Posts Tagged ‘12 Years a Slave’

DVD Geek: 12 Years a Slave

Thursday, April 10th, 2014

Marred only by the obnoxious casting and performance of Brad Pitt as the hero’s savior—the sequence should have been better written and thought out than it is, and Pitt ought to do something, anything, other than grin like an idiot—the 2013 Best Picture Oscar winner, 12 Years a Slave, available from 20th Century Fox Home Entertainment, is a superbly constructed historical film, exploring details of the antebellum South that are fresh and largely free of cliché, gathered within a strong emotional narration about a man separated from his family, a heartstring plot that justifies its time spent on getting the details of the past correctly.  Directed by Steve McQueen, who was also one of the film’s producers to receive a statuette, the film is a masterful blend of incident, texture, suspense and revelation.  Utilizing the classic ‘journey’ story to explore the anguish of the hundreds of thousands of African-Americans (millions of Africans were abducted from Africa, but most were sent to Central and South America), who escaped enslavement only by death, through the eyes of one individual, who was just unfortunate to have that horrific fate befall him for a modest period of his adult life (by and large, it is a true story, based upon an autobiography), the film deftly utilizes the exception to portrait the rule.  One of the two great scars that will forever blemish the American ideal—the second, of course, is the Native-American pogrom—slavery is such an overpowering subject for a drama that it requires an exceptional aesthetic approach, lest the narrative momentum become sodden in emotional reflex to the point of inertia.  How can the beatings rise to a crescendo without deafening a viewer’s sensitivities on the very first note?  How can the random displacement of humans being distributed as property sustain a consistent intrigue of character?  How can modern actors embody any of the characters, black or white, truthfully, without going insane?  McQueen oversees all of these challenges, creating a powerful, beautiful work—no more or less violent than many great films that have addressed violence—that is entertaining and exciting throughout its 134 minutes.  12 Years a Slave bears witness to a damned institution that was in place far longer than it has been out of place, and one that created social disparities which linger still.  It is not a final word on the topic of slavery, but it is a good word, and will enlighten all who pause to share in it.
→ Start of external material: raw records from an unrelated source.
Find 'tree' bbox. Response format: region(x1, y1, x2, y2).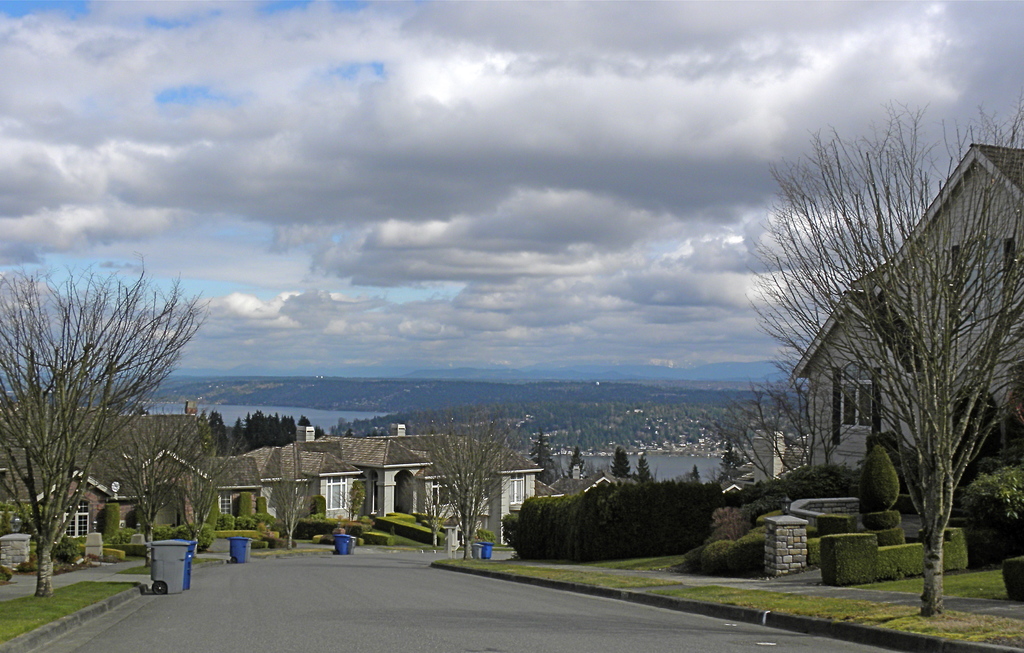
region(391, 408, 533, 565).
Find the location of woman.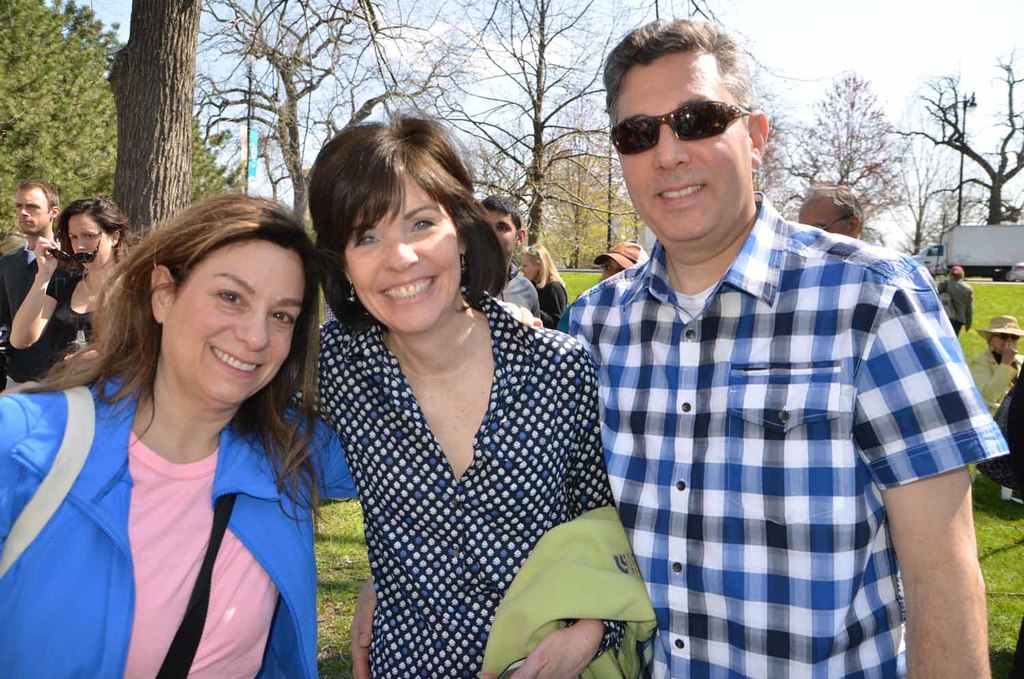
Location: detection(520, 240, 569, 329).
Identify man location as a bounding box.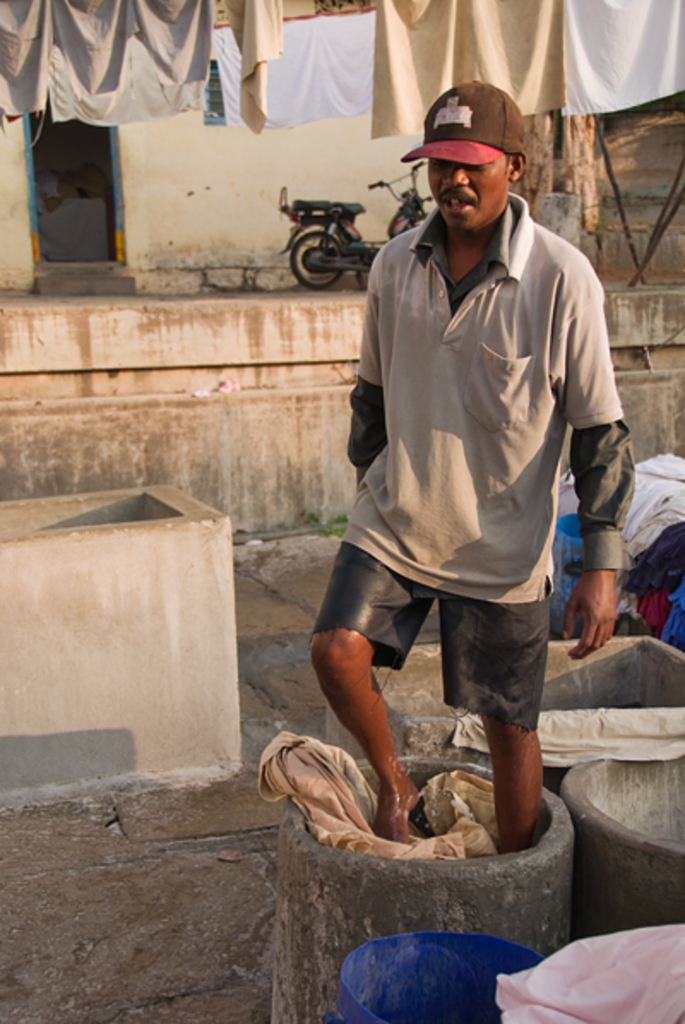
<bbox>300, 82, 647, 844</bbox>.
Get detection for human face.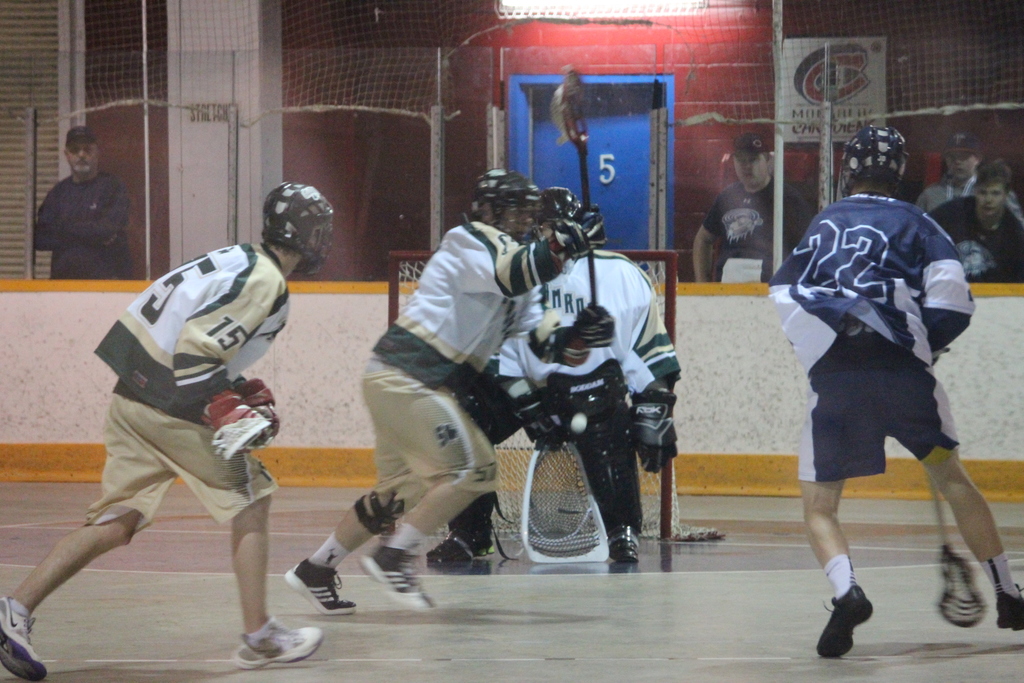
Detection: bbox(738, 155, 764, 190).
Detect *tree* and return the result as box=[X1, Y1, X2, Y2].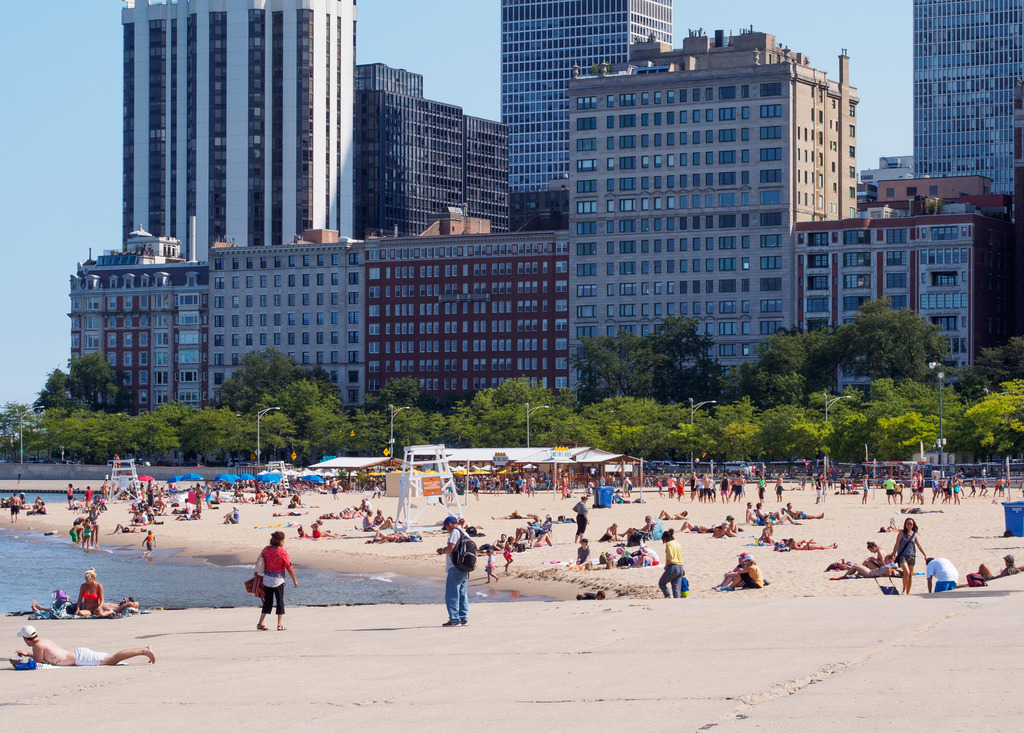
box=[95, 362, 125, 403].
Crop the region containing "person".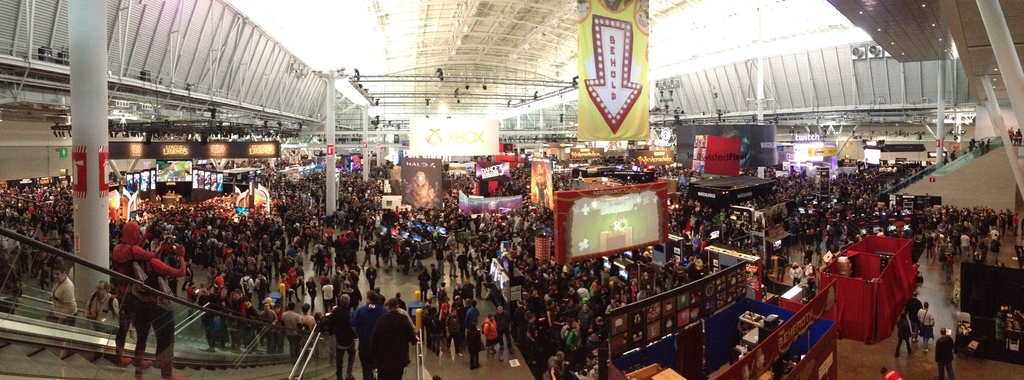
Crop region: {"left": 302, "top": 300, "right": 317, "bottom": 350}.
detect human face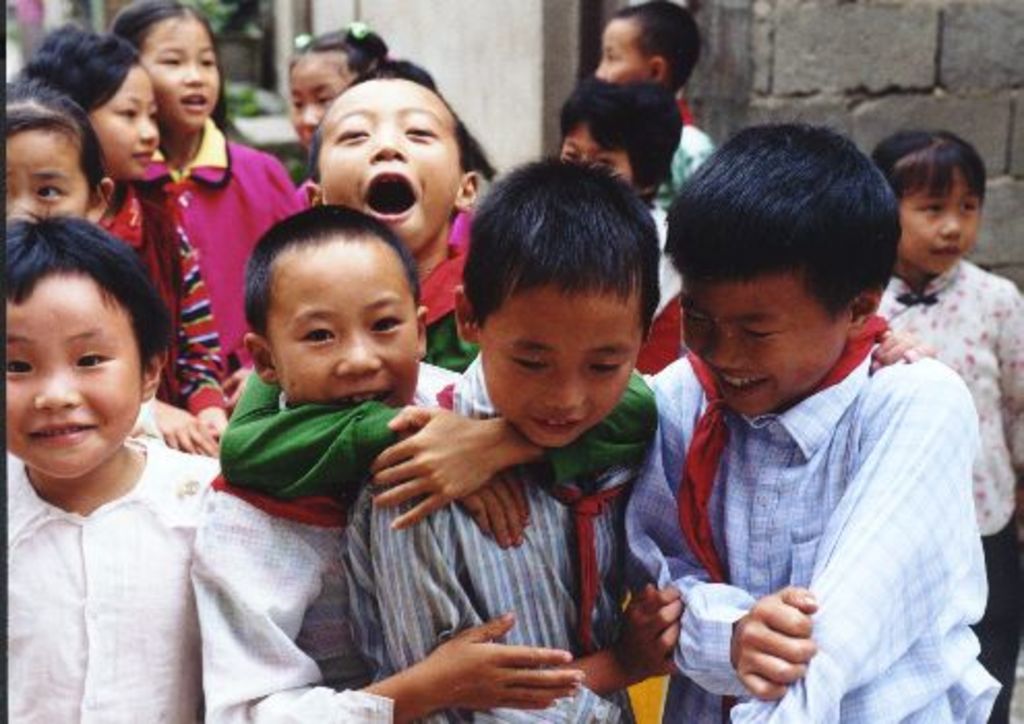
(317, 81, 476, 254)
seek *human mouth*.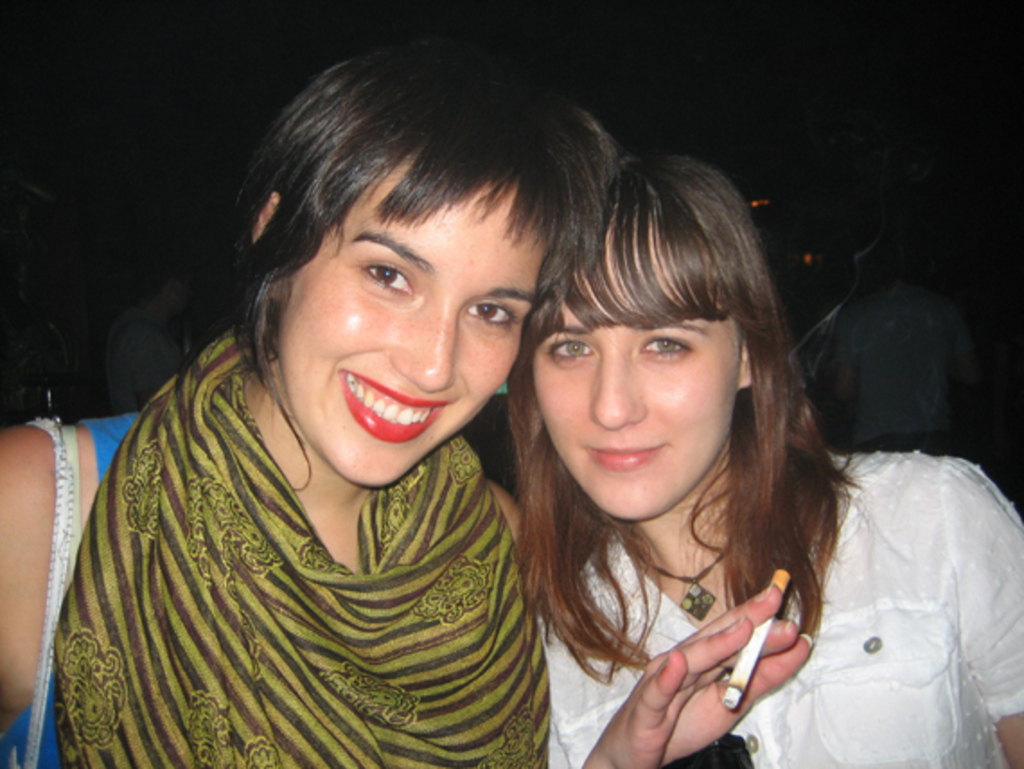
locate(334, 370, 444, 440).
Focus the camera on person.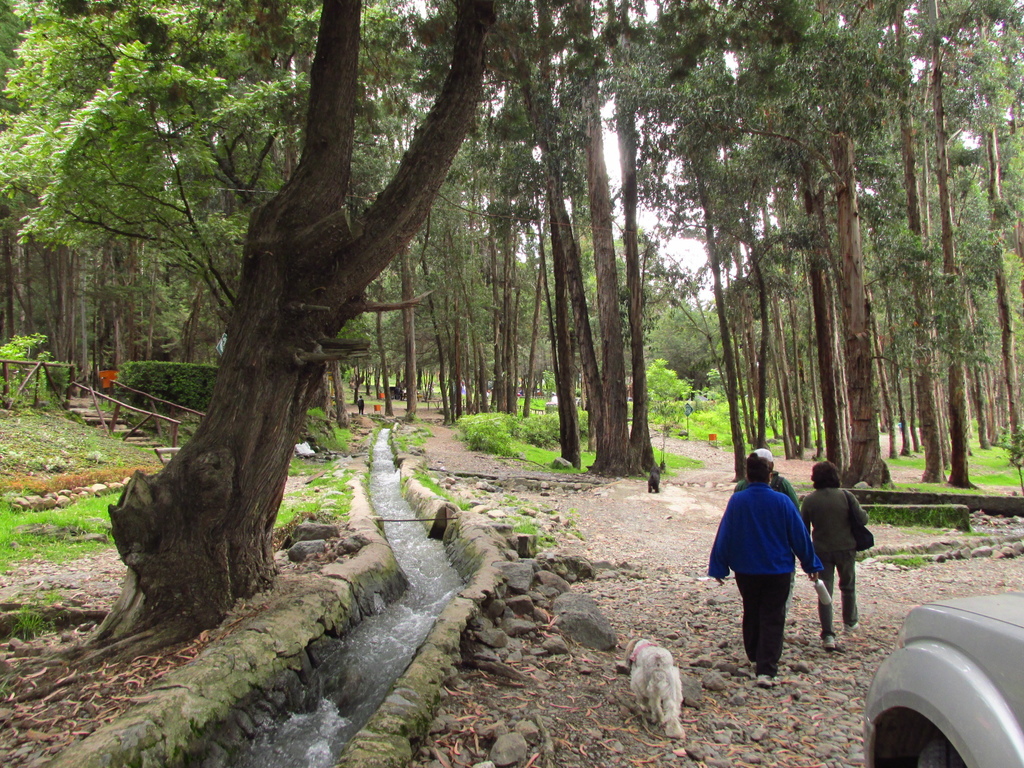
Focus region: 731 447 796 509.
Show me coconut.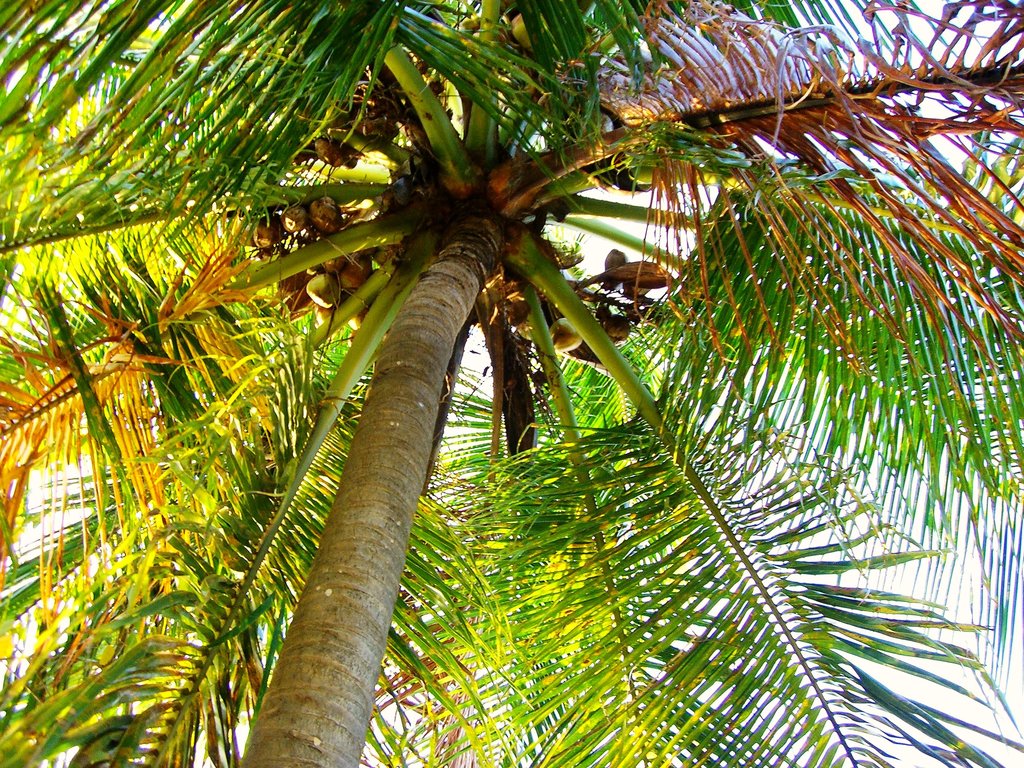
coconut is here: [left=601, top=308, right=630, bottom=351].
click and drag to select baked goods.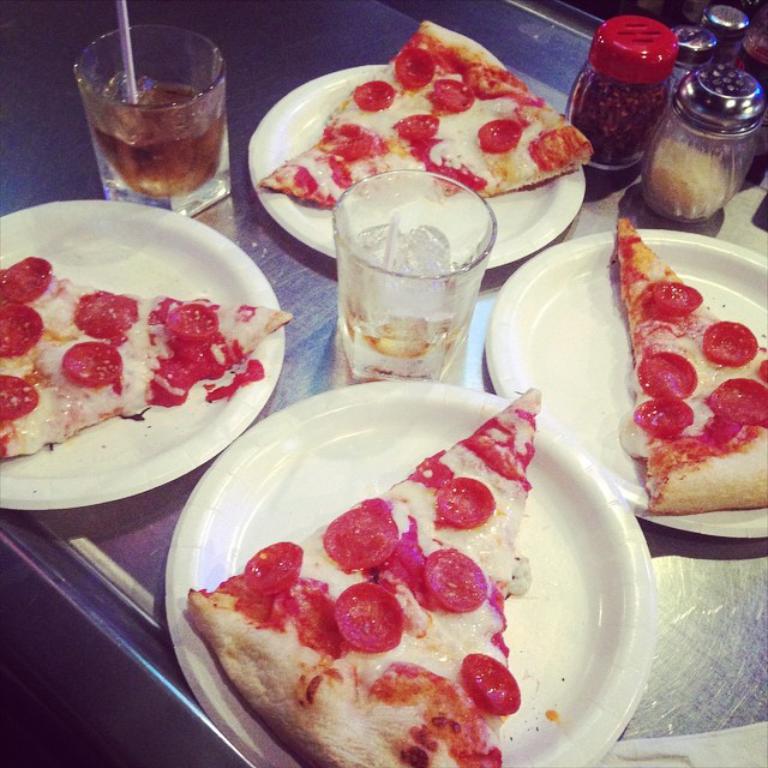
Selection: 263/22/594/202.
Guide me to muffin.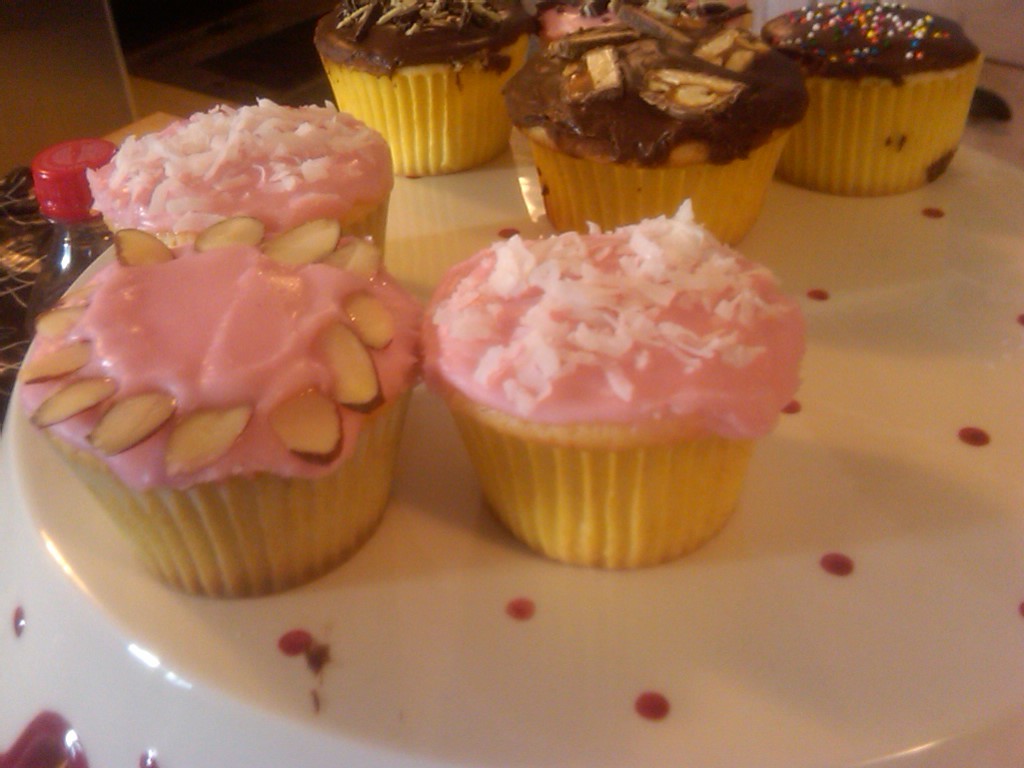
Guidance: [501, 5, 816, 257].
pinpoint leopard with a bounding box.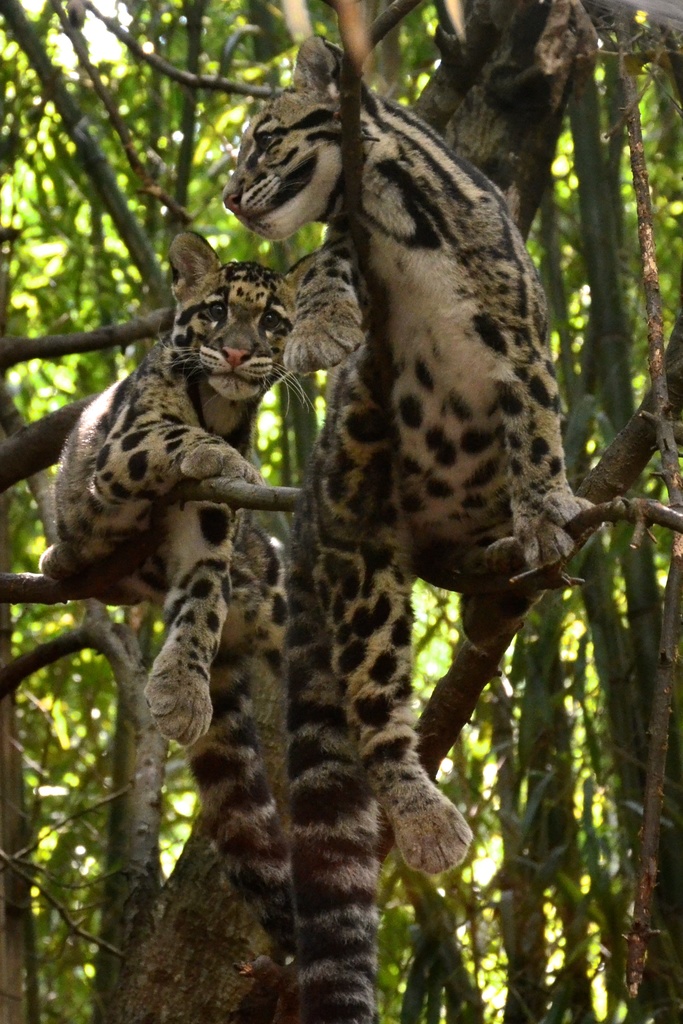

The picture is presented in letterboxed format only, with an aspect ratio of about 2.35:1 and an accommodation for enhanced 16:9 playback.  The image is smooth and sharp, and the cinematography is exquisite.  The 5.1-channel Dolby Digital sound is also thrilling.  The cicadas, in particular, are magnificent.  There is an audio track that describes the action (“Solomon grimaces in pain, his mouth agape.  A barred window with an open wood shutter gives a view inside the darkened cell.  Behind the bars, Solomon brings his anguished face to the window.  Our view rises up the brick building’s outer wall.  Upon reaching the top, a view over the building’s roof gives us a glimpse of the Capitol Building in the distance.”), alternate French and Spanish tracks in standard stereo, optional English and Spanish subtitles, and 13 minutes of passable production featurettes about the crew supporting McQueen’s vision.  Chiwetel Ejiofor stars, with Oscar-winner Lupita Nyong’o, Benedict Cumberbatch, Michael Fassbender, and others.